Just imagine: “The Final Proof of Fate and Circumstance” was accepted, apparently without demur, by the editors of The Georgia Review, where it was published. “How Love Is Lived in Paradise,” the one about the football coach, was published in Kenyon Review. Just imagine.

To end this review on a positive note, here is a potpourri of beautifully written passages, taken at random from stories all over the book:


“Yes, I was paying attention—to the gravel and grain of us, the string and the spit, the mud and melt we are. About why it is we have the hearts we do, and how it is they work. The world has already turned red and swirly at the edges, an arctic cold settling at their feet. The world is about to tilt, to wobble out of its groove, about to shrink. The world is cracking, a splintering you can hear in heaven. I took note of what is heard hereabouts at two in the morning: the wind, a wall clock, my mostly paid-for house taking its own pulse, the Fletcher’s three-legged shepherd in their onion field. A holier-than-thou sort with a walleye and hair in his ears, she felt like someone juggling one apple, he was smoking now, flicking his ashes in his cuff, his movements deliberate and precise, as if he had to explain to his shoulder and his elbow and his fingers what to do. About the magazine rack. About the swirl the universe made going down the drain at his feet, something inside tore free, and, like a boulder, went tumbling and crashing downward toward the bottom of me, Onan Motley, Oogie Pringle, that inventive Bowie fellow, a spade Marine named Philly Dog, Zookie Limmer, Dub Spedding, Pammy Jo, Becky Sue, Ellen Kay, Poot Tipton, Hobey Don Baker, Jr.”



Friday, February 2, 2018

Rosamund Bartlett on Best Russian Short Stories



See the link below for one person's take on the best Russian short stories.
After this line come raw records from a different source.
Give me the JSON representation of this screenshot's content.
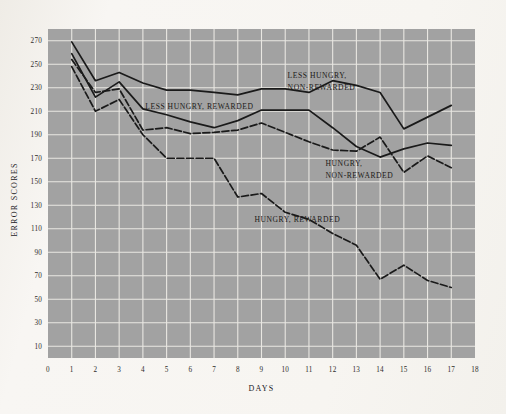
{
  "chart_data": {
    "type": "line",
    "title": "",
    "xlabel": "DAYS",
    "ylabel": "ERROR SCORES",
    "xlim": [
      0,
      18
    ],
    "ylim": [
      0,
      280
    ],
    "grid": true,
    "legend_position": "inline-annotations",
    "x_ticks": [
      "0",
      "1",
      "2",
      "3",
      "4",
      "5",
      "6",
      "7",
      "8",
      "9",
      "10",
      "11",
      "12",
      "13",
      "14",
      "15",
      "16",
      "17",
      "18"
    ],
    "y_ticks": [
      "10",
      "30",
      "50",
      "70",
      "90",
      "110",
      "130",
      "150",
      "170",
      "190",
      "210",
      "230",
      "250",
      "270"
    ],
    "x": [
      1,
      2,
      3,
      4,
      5,
      6,
      7,
      8,
      9,
      10,
      11,
      12,
      13,
      14,
      15,
      16,
      17
    ],
    "series": [
      {
        "name": "LESS HUNGRY, NON-REWARDED",
        "style": "solid",
        "color": "#1a1a1a",
        "label_x": 10.1,
        "label_y": 238,
        "values": [
          269,
          236,
          243,
          234,
          228,
          228,
          226,
          224,
          229,
          229,
          226,
          236,
          232,
          226,
          195,
          205,
          215
        ]
      },
      {
        "name": "LESS HUNGRY, REWARDED",
        "style": "solid",
        "color": "#1a1a1a",
        "label_x": 4.1,
        "label_y": 212,
        "values": [
          259,
          222,
          235,
          212,
          207,
          201,
          196,
          202,
          211,
          211,
          211,
          196,
          180,
          171,
          178,
          183,
          181
        ]
      },
      {
        "name": "HUNGRY, NON-REWARDED",
        "style": "dashed",
        "color": "#1a1a1a",
        "label_x": 11.7,
        "label_y": 163,
        "values": [
          254,
          226,
          229,
          194,
          196,
          191,
          192,
          194,
          200,
          192,
          184,
          177,
          176,
          188,
          158,
          172,
          162
        ]
      },
      {
        "name": "HUNGRY, REWARDED",
        "style": "dashed",
        "color": "#1a1a1a",
        "label_x": 8.7,
        "label_y": 116,
        "values": [
          248,
          210,
          220,
          190,
          170,
          170,
          170,
          137,
          140,
          124,
          118,
          106,
          96,
          67,
          79,
          66,
          60
        ]
      }
    ]
  }
}
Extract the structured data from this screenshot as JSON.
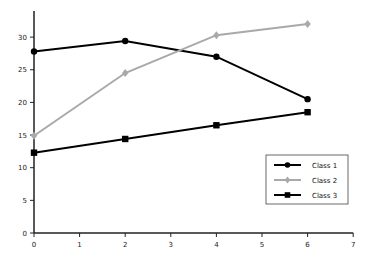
{
  "chart_data": {
    "type": "line",
    "title": "",
    "xlabel": "",
    "ylabel": "",
    "x": [
      0,
      2,
      4,
      6
    ],
    "xlim": [
      0,
      7
    ],
    "ylim": [
      0,
      34
    ],
    "x_ticks": [
      0,
      1,
      2,
      3,
      4,
      5,
      6,
      7
    ],
    "y_ticks": [
      0,
      5,
      10,
      15,
      20,
      25,
      30
    ],
    "grid": false,
    "legend_position": "lower right",
    "series": [
      {
        "name": "Class 1",
        "values": [
          27.8,
          29.4,
          27.0,
          20.5
        ],
        "color": "#000000",
        "marker": "circle"
      },
      {
        "name": "Class 2",
        "values": [
          14.9,
          24.5,
          30.3,
          32.0
        ],
        "color": "#a9a9a9",
        "marker": "diamond"
      },
      {
        "name": "Class 3",
        "values": [
          12.3,
          14.4,
          16.5,
          18.5
        ],
        "color": "#000000",
        "marker": "square"
      }
    ]
  }
}
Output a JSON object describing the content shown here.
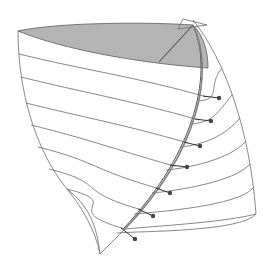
{
  "diagram": {
    "title": "",
    "kind": "3d-surface-wireframe",
    "colors": {
      "background": "#ffffff",
      "stroke": "#6a6a6a",
      "shade": "#b4b4b4",
      "dot": "#444444",
      "ridge": "#808080"
    },
    "top_cap": {
      "path": "M18,31 C60,22 150,22 193,25 C204,36 208,52 208,68 C150,64 70,52 18,31 Z"
    },
    "cap_diagonal": {
      "x1": 193,
      "y1": 25,
      "x2": 159,
      "y2": 62
    },
    "apex_triangle": {
      "points": "183,19 207,25 178,29"
    },
    "left_edge": "M18,31 C18,90 35,150 67,189 C80,205 95,228 100,254",
    "inner_left_edge": "M67,189 C88,205 97,225 100,254",
    "bottom_diagonal": "M100,254 L125,229",
    "right_envelope": "M193,20 C225,60 250,130 256,214",
    "bottom_right_curve": "M125,229 C170,225 225,222 256,214",
    "ridge_curve": "M193,25 C215,70 200,150 125,229",
    "ridge_inner": "M193,25 C213,70 198,150 123,229",
    "hoops": [
      {
        "left": [
          19,
          54
        ],
        "mid": [
          207,
          97
        ],
        "dot": [
          219,
          98
        ],
        "right_end": [
          222,
          68
        ]
      },
      {
        "left": [
          21,
          77
        ],
        "mid": [
          199,
          120
        ],
        "dot": [
          211,
          121
        ],
        "right_end": [
          232,
          95
        ]
      },
      {
        "left": [
          26,
          103
        ],
        "mid": [
          188,
          143
        ],
        "dot": [
          200,
          146
        ],
        "right_end": [
          240,
          118
        ]
      },
      {
        "left": [
          31,
          125
        ],
        "mid": [
          174,
          166
        ],
        "dot": [
          187,
          167
        ],
        "right_end": [
          246,
          141
        ]
      },
      {
        "left": [
          38,
          147
        ],
        "mid": [
          160,
          189
        ],
        "dot": [
          170,
          193
        ],
        "right_end": [
          250,
          164
        ]
      },
      {
        "left": [
          49,
          169
        ],
        "mid": [
          142,
          210
        ],
        "dot": [
          153,
          216
        ],
        "right_end": [
          253,
          188
        ]
      },
      {
        "left": [
          67,
          189
        ],
        "mid": [
          125,
          229
        ],
        "dot": [
          135,
          239
        ],
        "right_end": [
          256,
          214
        ]
      }
    ]
  }
}
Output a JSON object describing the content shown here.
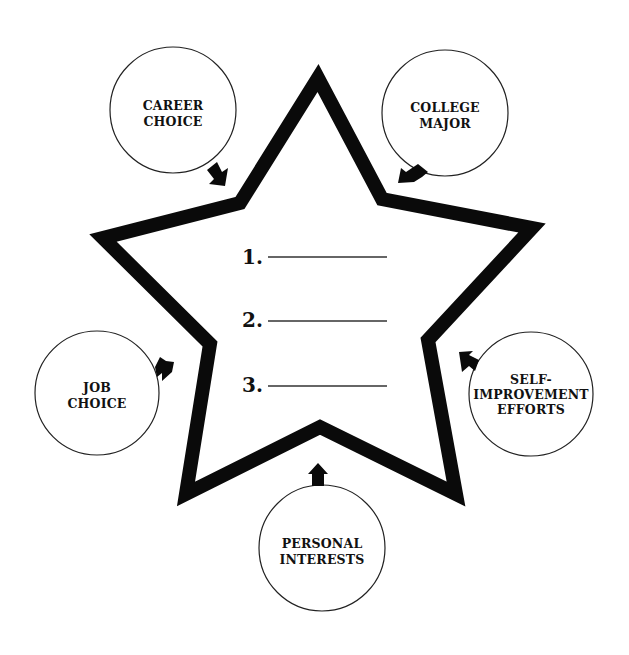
{
  "diagram": {
    "type": "star-influence-worksheet",
    "center": {
      "shape": "five-point-star",
      "list": [
        {
          "number": "1.",
          "blank": ""
        },
        {
          "number": "2.",
          "blank": ""
        },
        {
          "number": "3.",
          "blank": ""
        }
      ]
    },
    "influences": [
      {
        "id": "career-choice",
        "lines": [
          "CAREER",
          "CHOICE"
        ]
      },
      {
        "id": "college-major",
        "lines": [
          "COLLEGE",
          "MAJOR"
        ]
      },
      {
        "id": "job-choice",
        "lines": [
          "JOB",
          "CHOICE"
        ]
      },
      {
        "id": "self-improvement-efforts",
        "lines": [
          "SELF-",
          "IMPROVEMENT",
          "EFFORTS"
        ]
      },
      {
        "id": "personal-interests",
        "lines": [
          "PERSONAL",
          "INTERESTS"
        ]
      }
    ],
    "colors": {
      "star_stroke": "#0a0a0a",
      "circle_stroke": "#222222",
      "arrow_fill": "#0a0a0a",
      "background": "#ffffff"
    }
  }
}
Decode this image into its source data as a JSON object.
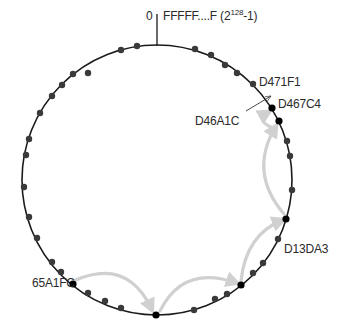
{
  "diagram": {
    "type": "hash-ring lookup",
    "ring": {
      "center": [
        157,
        180
      ],
      "radius": 135,
      "stroke_color": "#1a1a1a",
      "node_color": "#3a3a3a",
      "highlight_node_color": "#000000",
      "arrow_color": "#d0d0d0"
    },
    "origin_marker": {
      "zero_label": "0",
      "max_label_prefix": "FFFFF....F (2",
      "max_label_exp": "128",
      "max_label_suffix": "-1)"
    },
    "labels": {
      "start_node": "65A1FC",
      "hop_node": "D13DA3",
      "target_key": "D46A1C",
      "successor_node": "D467C4",
      "next_node": "D471F1"
    },
    "nodes": [
      [
        121,
        50
      ],
      [
        137,
        46
      ],
      [
        195,
        49
      ],
      [
        211,
        55
      ],
      [
        225,
        65
      ],
      [
        237,
        73
      ],
      [
        253,
        84
      ],
      [
        88,
        73
      ],
      [
        73,
        74
      ],
      [
        62,
        85
      ],
      [
        52,
        96
      ],
      [
        40,
        113
      ],
      [
        29,
        139
      ],
      [
        26,
        155
      ],
      [
        24,
        187
      ],
      [
        29,
        217
      ],
      [
        37,
        238
      ],
      [
        52,
        262
      ],
      [
        61,
        272
      ],
      [
        88,
        293
      ],
      [
        105,
        301
      ],
      [
        121,
        308
      ],
      [
        194,
        310
      ],
      [
        215,
        299
      ],
      [
        227,
        294
      ],
      [
        253,
        273
      ],
      [
        263,
        263
      ],
      [
        278,
        239
      ],
      [
        287,
        141
      ],
      [
        290,
        156
      ],
      [
        292,
        190
      ]
    ],
    "highlighted_nodes": [
      [
        73,
        284
      ],
      [
        156,
        315
      ],
      [
        241,
        285
      ],
      [
        286,
        219
      ],
      [
        279,
        121
      ],
      [
        272,
        108
      ]
    ],
    "hops": [
      {
        "from": [
          76,
          280
        ],
        "ctrl": [
          128,
          258
        ],
        "to": [
          152,
          310
        ]
      },
      {
        "from": [
          160,
          311
        ],
        "ctrl": [
          183,
          264
        ],
        "to": [
          237,
          283
        ]
      },
      {
        "from": [
          241,
          281
        ],
        "ctrl": [
          246,
          234
        ],
        "to": [
          283,
          220
        ]
      },
      {
        "from": [
          284,
          214
        ],
        "ctrl": [
          248,
          172
        ],
        "to": [
          276,
          126
        ]
      },
      {
        "from": [
          271,
          127
        ],
        "ctrl": [
          255,
          120
        ],
        "to": [
          269,
          112
        ]
      }
    ]
  }
}
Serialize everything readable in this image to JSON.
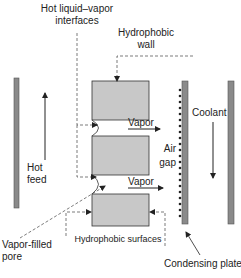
{
  "diagram": {
    "type": "air-gap membrane distillation schematic",
    "labels": {
      "interfaces_line1": "Hot liquid–vapor",
      "interfaces_line2": "interfaces",
      "wall_line1": "Hydrophobic",
      "wall_line2": "wall",
      "vapor_top": "Vapor",
      "vapor_bottom": "Vapor",
      "air_gap_line1": "Air",
      "air_gap_line2": "gap",
      "coolant": "Coolant",
      "hot_feed_line1": "Hot",
      "hot_feed_line2": "feed",
      "pore_line1": "Vapor-filled",
      "pore_line2": "pore",
      "surfaces": "Hydrophobic surfaces",
      "plate": "Condensing plate"
    },
    "colors": {
      "membrane_fill": "#c8c8c8",
      "plate_fill": "#8a8a8a",
      "line": "#222222",
      "dash": "#444444"
    }
  }
}
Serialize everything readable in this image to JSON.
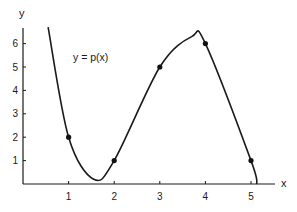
{
  "chart_data": {
    "type": "line",
    "title": "",
    "xlabel": "x",
    "ylabel": "y",
    "xlim": [
      0,
      5.5
    ],
    "ylim": [
      0,
      6.7
    ],
    "grid": false,
    "legend": null,
    "x_ticks": [
      1,
      2,
      3,
      4,
      5
    ],
    "y_ticks": [
      1,
      2,
      3,
      4,
      5,
      6
    ],
    "annotation": "y = p(x)",
    "series": [
      {
        "name": "p(x)",
        "kind": "curve",
        "description": "smooth polynomial passing through the marked points; steep descent from top-left, local minimum near (1.55, 0.2), local maximum near (3.7, 6.3), crosses x-axis near x = 5.13",
        "curve_points": [
          {
            "x": 0.55,
            "y": 6.7
          },
          {
            "x": 1.0,
            "y": 2.0
          },
          {
            "x": 1.55,
            "y": 0.2
          },
          {
            "x": 2.0,
            "y": 1.0
          },
          {
            "x": 3.0,
            "y": 5.0
          },
          {
            "x": 3.7,
            "y": 6.3
          },
          {
            "x": 4.0,
            "y": 6.0
          },
          {
            "x": 5.0,
            "y": 1.0
          },
          {
            "x": 5.13,
            "y": 0.0
          }
        ]
      },
      {
        "name": "data points",
        "kind": "scatter",
        "x": [
          1,
          2,
          3,
          4,
          5
        ],
        "y": [
          2,
          1,
          5,
          6,
          1
        ]
      }
    ]
  },
  "layout": {
    "origin_px": [
      23,
      184
    ],
    "px_per_x": 45.6,
    "px_per_y": 23.4,
    "x_axis_end_px": 275,
    "y_axis_top_px": 28,
    "annotation_px": [
      73,
      61
    ],
    "xlabel_px": [
      281,
      187
    ],
    "ylabel_px": [
      19,
      17
    ]
  }
}
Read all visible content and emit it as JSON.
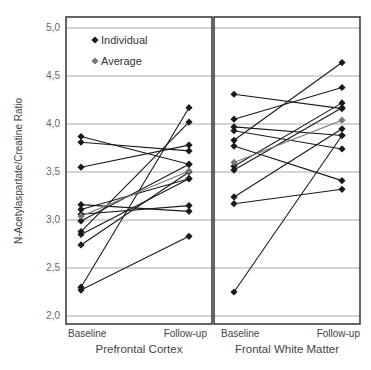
{
  "chart_data": {
    "type": "line",
    "ylabel": "N-Acetylaspartate/Creatine Ratio",
    "ylim": [
      1.95,
      5.1
    ],
    "yticks": [
      "5,0",
      "4,5",
      "4,0",
      "3,5",
      "3,0",
      "2,5",
      "2,0"
    ],
    "ytick_values": [
      5.0,
      4.5,
      4.0,
      3.5,
      3.0,
      2.5,
      2.0
    ],
    "grid": true,
    "legend": {
      "position": "upper-left",
      "entries": [
        {
          "label": "Individual",
          "color": "#1a1a1a"
        },
        {
          "label": "Average",
          "color": "#777777"
        }
      ]
    },
    "panels": [
      {
        "title": "Prefrontal Cortex",
        "categories": [
          "Baseline",
          "Follow-up"
        ],
        "individuals": [
          [
            3.87,
            3.58
          ],
          [
            3.81,
            3.72
          ],
          [
            3.55,
            3.78
          ],
          [
            3.16,
            3.09
          ],
          [
            3.11,
            3.43
          ],
          [
            3.06,
            3.15
          ],
          [
            2.99,
            3.58
          ],
          [
            2.88,
            4.02
          ],
          [
            2.85,
            3.43
          ],
          [
            2.74,
            3.5
          ],
          [
            2.3,
            4.17
          ],
          [
            2.27,
            2.83
          ]
        ],
        "average": [
          3.04,
          3.51
        ]
      },
      {
        "title": "Frontal White Matter",
        "categories": [
          "Baseline",
          "Follow-up"
        ],
        "individuals": [
          [
            4.31,
            4.16
          ],
          [
            4.05,
            4.38
          ],
          [
            3.97,
            3.88
          ],
          [
            3.93,
            3.74
          ],
          [
            3.83,
            4.64
          ],
          [
            3.77,
            3.41
          ],
          [
            3.56,
            4.22
          ],
          [
            3.52,
            4.17
          ],
          [
            3.24,
            3.95
          ],
          [
            3.17,
            3.32
          ],
          [
            2.25,
            3.88
          ]
        ],
        "average": [
          3.6,
          4.04
        ]
      }
    ]
  },
  "colors": {
    "individual": "#1a1a1a",
    "average": "#777777",
    "grid": "#aaaaaa",
    "frame": "#333333"
  }
}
I put a picture of Gogol on here to remind the reader that if you're talking best short stories, no way you can leave out "The Overcoat" ("Шинель").

Then again, Rosamund Bartlett leaves out Bunin and Nabokov as well, Turgenev, plenty of others. But she, after all, limits herself to five stories, and what she has to say about the stories she chooses is worth reading. I can pretty much do without Leskov altogether, but she has picked two of my all time favorite stories: Chekhov's "Gusev," and Babel's "The Sin of Jesus."